A proposed Central Valley power plant will tap three potent sources of renewable energy at once - the sun, crop stubble and cow manure.
The plant, near the old oil-patch town of Coalinga in Fresno County, will combine a large solar farm with a generator that burns orchard trimmings, agricultural waste and, yes, excrement.
Pacific Gas and Electric Co. has announce Thursday that it will buy electricity from the plant, which will be built by Martifer Renewables, a U.S. subsidiary of a Portuguese company. Terms of the deal have not been disclosed.
The plant's design will allow it to do something not typically associated with solar power. It will keep running, and generating power, at night.
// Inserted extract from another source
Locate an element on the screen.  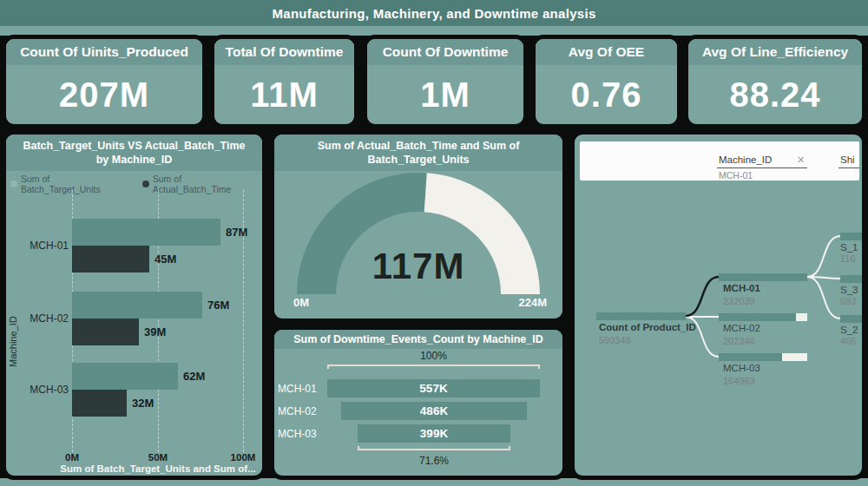
funnel-category: MCH-03 is located at coordinates (299, 434).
"Renewable power doesn't have to be something that only works when the wind is blowing or the sun is shining," said Andrew Byrnes, a member of the power plant's development team at Spinnaker Energy, which is working with Martifer on the project. "It can be a combination of things. Putting them together is just a step in the process."
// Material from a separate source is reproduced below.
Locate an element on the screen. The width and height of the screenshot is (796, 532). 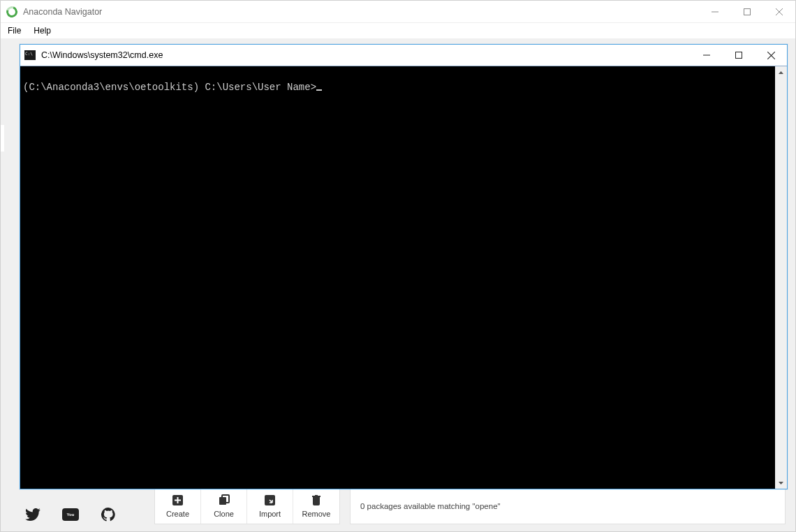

Some solar plants have backup generators burning natural gas to keep power levels steady on cloudy days. Byrnes believes the Coalinga plant will be the first to use biomass instead of fossil fuel.
As California tries to increase its use of renewable power, it has increasingly turned to solar as a solution.
Large solar farms use mirrors to focus sunlight on liquid-filled tubes, producing steam that can turn a turbine and generate electricity. Called solar thermal or concentrated solar, this technology can produce far more power than the solar panels homeowners install on their roofs.
The Coalinga project will be able to generate a maximum of 107 megawatts of electricity, enough for roughly 80,000 homes. Rows of mirrors will cover almost 640 acres. The project could be built as soon as 2011.
Solar thermal plants using the same technology have been running in the Southern California desert since the 1980s, and many others are under development. PG&E, based in San Francisco, has signed contracts with solar- plant developers to buy as much as 1,736 megawatts of electricity, enough for 1.3 million homes.
Under California law, the state's utilities must ensure by the end of 2010 that 20 percent of the electricity they sell comes from renewable resources.
The Coalinga plant should have plenty of fuel. The town, built after an oil well there spouted a gusher in 1897, sits in a dry valley with steady sunshine and little rain.
Local orchards and fields can provide plenty of biomass for the plant's generator to burn. And the area has no shortage of cattle.
"There's an abundance of material around there, I'm told," said PG&E spokeswoman Jennifer Zerwer.